Writer-director Leslye Headland has a perfect ear for the bitter, catty cutdowns that have sustained her main characters’ continued friendships, however tenuously. That ear is so accurate, in fact, that the film becomes markedly clumsier whenever the focus moves away from the trio of bridesmaids and onto their interactions with a threesome of conveniently placed groomsmen. For Katie there’s Joe, the lovable, awkward oaf (Kyle Bornheimer), for Gena her ex-boyfriend Clyde (Adam Scott), and for Regan there’s the foul-mouthed, swaggering alpha male Trevor (James Marsden). It’s a shame, too, because when examining the inextricable ties broken people keep to one another when on some primal level they know how alone they are, Bachelorette is oddly poignant, especially in a moment between Regan and Becky late in the film after Regan starts to revert to one of her more self-destructive high school behaviors. Whenever the love interests are involved (though all are solid, if given limited material), the film feels noticeably more typical.

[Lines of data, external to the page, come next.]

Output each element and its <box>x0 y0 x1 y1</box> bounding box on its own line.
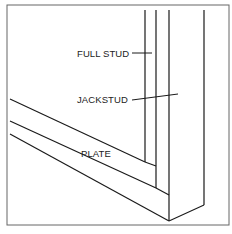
jackstud-leader <box>132 94 178 100</box>
plate-end-mid <box>156 188 169 195</box>
stud-and-plate-lines <box>10 10 204 221</box>
full-stud-label: FULL STUD <box>77 48 129 59</box>
figure-border <box>7 5 229 225</box>
jackstud-base-edge <box>169 205 204 221</box>
diagram-canvas: FULL STUD JACKSTUD PLATE <box>0 0 232 234</box>
plate-label: PLATE <box>81 148 111 159</box>
jackstud-label: JACKSTUD <box>77 94 128 105</box>
framing-diagram: FULL STUD JACKSTUD PLATE <box>0 0 232 234</box>
plate-end-top <box>145 162 156 166</box>
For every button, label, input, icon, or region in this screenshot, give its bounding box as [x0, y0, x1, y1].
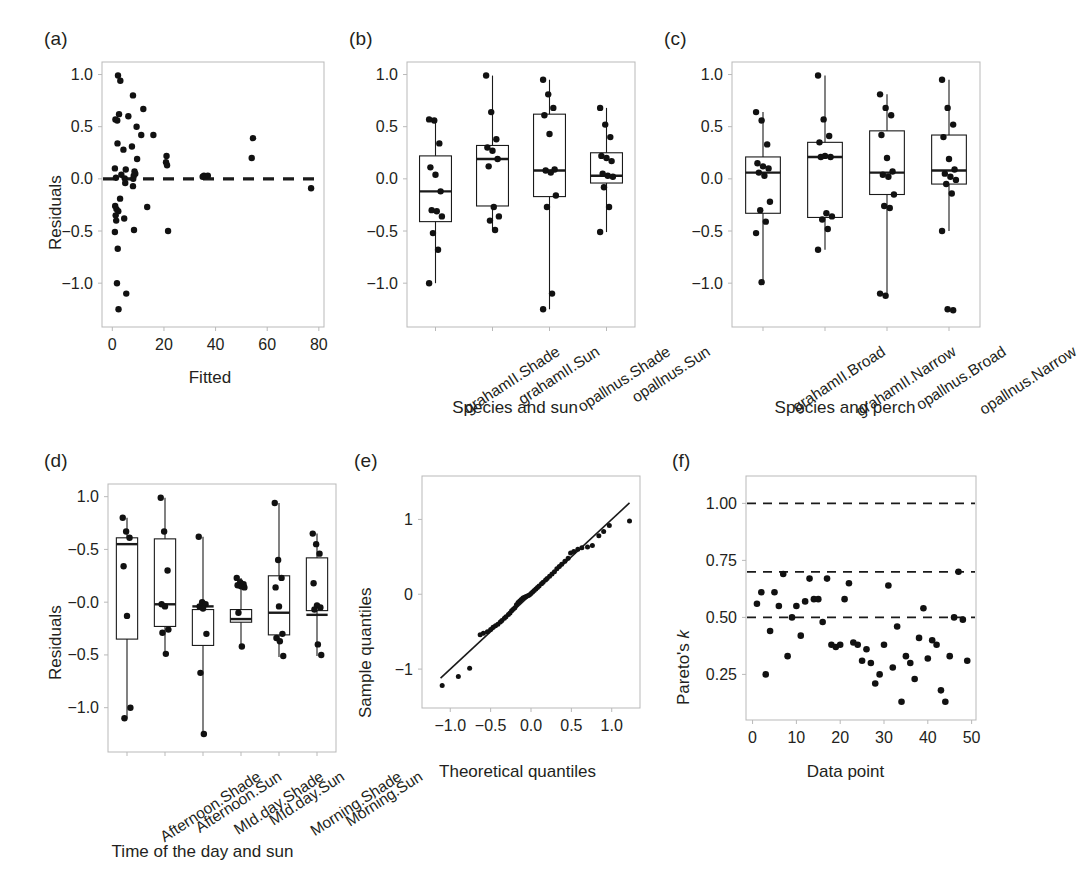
panel-d-xlabel: Time of the day and sun — [70, 842, 335, 862]
data-point — [953, 177, 959, 183]
data-point — [432, 171, 438, 177]
data-point — [762, 671, 769, 678]
data-point — [317, 604, 323, 610]
data-point — [203, 631, 209, 637]
data-point — [315, 641, 321, 647]
data-point — [437, 188, 443, 194]
data-point — [467, 666, 472, 671]
data-point — [127, 704, 133, 710]
box — [116, 538, 137, 639]
y-tick-label: 1.0 — [77, 488, 99, 505]
data-point — [579, 545, 584, 550]
data-point — [802, 598, 809, 605]
data-point — [134, 156, 140, 162]
data-point — [126, 535, 132, 541]
box — [534, 114, 566, 196]
data-point — [824, 575, 831, 582]
y-tick-label: 0.0 — [376, 170, 398, 187]
data-point — [767, 628, 774, 635]
panel-a-frame — [102, 62, 324, 327]
y-tick-label: −1 — [395, 661, 413, 678]
data-point — [943, 181, 949, 187]
data-point — [885, 174, 891, 180]
data-point — [440, 683, 445, 688]
data-point — [140, 106, 146, 112]
panel-a: (a) Residuals Fitted −1.0−0.50.00.51.002… — [40, 28, 340, 408]
data-point — [951, 614, 958, 621]
data-point — [197, 670, 203, 676]
data-point — [760, 163, 766, 169]
data-point — [278, 575, 284, 581]
data-point — [165, 228, 171, 234]
data-point — [877, 290, 883, 296]
data-point — [436, 140, 442, 146]
data-point — [131, 227, 137, 233]
data-point — [276, 603, 282, 609]
panel-c-label: (c) — [664, 28, 687, 50]
x-tick-label: 0 — [748, 729, 757, 746]
y-tick-label: 0.0 — [701, 170, 723, 187]
data-point — [494, 156, 500, 162]
y-tick-label: 0.25 — [706, 666, 737, 683]
data-point — [868, 660, 875, 667]
data-point — [120, 515, 126, 521]
data-point — [165, 626, 171, 632]
y-tick-label: −0.5 — [366, 223, 398, 240]
data-point — [492, 227, 498, 233]
data-point — [427, 164, 433, 170]
data-point — [434, 208, 440, 214]
data-point — [487, 217, 493, 223]
data-point — [610, 174, 616, 180]
data-point — [313, 541, 319, 547]
data-point — [553, 192, 559, 198]
data-point — [239, 643, 245, 649]
data-point — [123, 528, 129, 534]
data-point — [275, 557, 281, 563]
data-point — [117, 78, 123, 84]
data-point — [806, 575, 813, 582]
data-point — [771, 589, 778, 596]
data-point — [159, 630, 165, 636]
data-point — [881, 203, 887, 209]
data-point — [882, 105, 888, 111]
data-point — [493, 136, 499, 142]
data-point — [548, 169, 554, 175]
data-point — [150, 132, 156, 138]
data-point — [162, 603, 168, 609]
data-point — [898, 698, 905, 705]
box — [477, 145, 509, 206]
data-point — [877, 91, 883, 97]
data-point — [545, 91, 551, 97]
y-tick-label: 0 — [404, 586, 413, 603]
data-point — [911, 676, 918, 683]
data-point — [164, 162, 170, 168]
y-tick-label: −0.5 — [67, 646, 99, 663]
x-tick-label: 1.0 — [601, 717, 623, 734]
x-tick-label: 0 — [108, 336, 117, 353]
data-point — [889, 168, 895, 174]
data-point — [925, 655, 932, 662]
data-point — [601, 184, 607, 190]
data-point — [123, 290, 129, 296]
panel-d: (d) Residuals Time of the day and sun −1… — [40, 450, 350, 870]
data-point — [876, 671, 883, 678]
data-point — [196, 534, 202, 540]
data-point — [279, 631, 285, 637]
panel-d-label: (d) — [44, 450, 68, 472]
x-tick-label: 40 — [919, 729, 937, 746]
data-point — [456, 674, 461, 679]
data-point — [163, 153, 169, 159]
panel-f: (f) Pareto's k Data point 0.250.500.751.… — [668, 450, 998, 810]
data-point — [939, 228, 945, 234]
data-point — [916, 635, 923, 642]
panel-d-plot: −1.0−0.5−0.0−0.51.0 — [40, 474, 350, 824]
data-point — [761, 173, 767, 179]
y-tick-label: −1.0 — [691, 275, 723, 292]
data-point — [940, 134, 946, 140]
x-tick-label: 20 — [831, 729, 849, 746]
y-tick-label: 1.0 — [71, 66, 93, 83]
y-tick-label: 0.5 — [701, 118, 723, 135]
x-tick-label: 60 — [258, 336, 276, 353]
data-point — [601, 529, 606, 534]
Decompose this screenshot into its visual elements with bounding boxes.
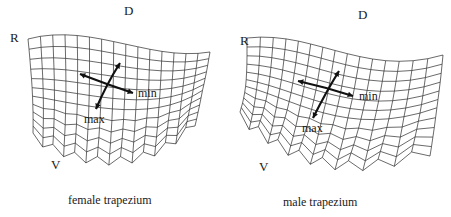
max-curvature-arrow xyxy=(313,71,339,118)
dorsal-label: D xyxy=(124,4,133,17)
volar-label: V xyxy=(259,160,268,173)
max-curvature-label: max xyxy=(84,113,105,125)
max-curvature-label: max xyxy=(302,122,323,134)
figure-caption: female trapezium xyxy=(68,193,152,208)
min-curvature-label: min xyxy=(138,87,157,99)
female-trapezium-panel: D R V min max female trapezium xyxy=(0,0,225,217)
male-saddle-mesh xyxy=(225,0,451,217)
radial-label: R xyxy=(240,34,249,47)
radial-label: R xyxy=(10,31,19,44)
volar-label: V xyxy=(51,158,60,171)
mesh-grid xyxy=(240,37,443,171)
mesh-grid xyxy=(28,35,210,165)
male-trapezium-panel: D R V min max male trapezium xyxy=(225,0,451,217)
dorsal-label: D xyxy=(358,8,367,21)
figure-caption: male trapezium xyxy=(283,195,357,210)
female-saddle-mesh xyxy=(0,0,225,217)
min-curvature-label: min xyxy=(359,90,378,102)
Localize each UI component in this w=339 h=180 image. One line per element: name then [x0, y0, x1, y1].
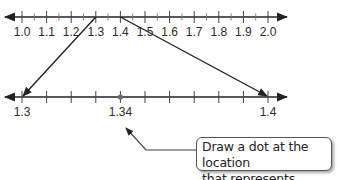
connector-left-arrow [23, 17, 96, 96]
top-label-1-0: 1.0 [14, 25, 31, 39]
top-label-1-7: 1.7 [186, 25, 203, 39]
top-label-2-0: 2.0 [260, 25, 277, 39]
bottom-label-1-4: 1.4 [260, 105, 277, 119]
dot-1-34 [118, 94, 123, 99]
top-number-line [5, 11, 287, 23]
top-label-1-1: 1.1 [38, 25, 55, 39]
top-label-1-8: 1.8 [210, 25, 227, 39]
bottom-label-1-3: 1.3 [14, 105, 31, 119]
bottom-label-1-34: 1.34 [109, 105, 132, 119]
top-label-1-2: 1.2 [63, 25, 80, 39]
callout-line-2: that represents 1.34. [202, 171, 326, 180]
top-label-1-5: 1.5 [137, 25, 154, 39]
top-label-1-4: 1.4 [112, 25, 129, 39]
top-label-1-6: 1.6 [161, 25, 178, 39]
callout-line-1: Draw a dot at the location [202, 139, 326, 171]
instruction-callout: Draw a dot at the location that represen… [196, 137, 332, 171]
top-label-1-9: 1.9 [235, 25, 252, 39]
bottom-number-line [5, 91, 287, 103]
top-label-1-3: 1.3 [87, 25, 104, 39]
callout-pointer [126, 128, 197, 150]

Bachelorette also involves a high level of suspended disbelief with respect to its leads being invited to a wedding, or really any social function. Outside of Becky and Joe, virtually nobody in the film is all that likable. It’s a far cry from Bridesmaids, a film to which Bachelorette will be inevitably compared; where in that film the characters could be unlikable but were good people at the core, this film presents the exact opposite, to such a point where it willingly alienates its audience. All three of the bridesmaids deserve their unhappiness, and for all the film’s honest moments acknowledging this (especially in a late-night exchange between Caplan and Scott), Bachelorette traffics in antipathy to an off-putting degree. The film primarily stands as a tale of bad women behaving badly, with only meager rays of hope for any of them having a future that doesn’t involve a continued spiral toward total destruction. How’s that for a comedy about a wedding?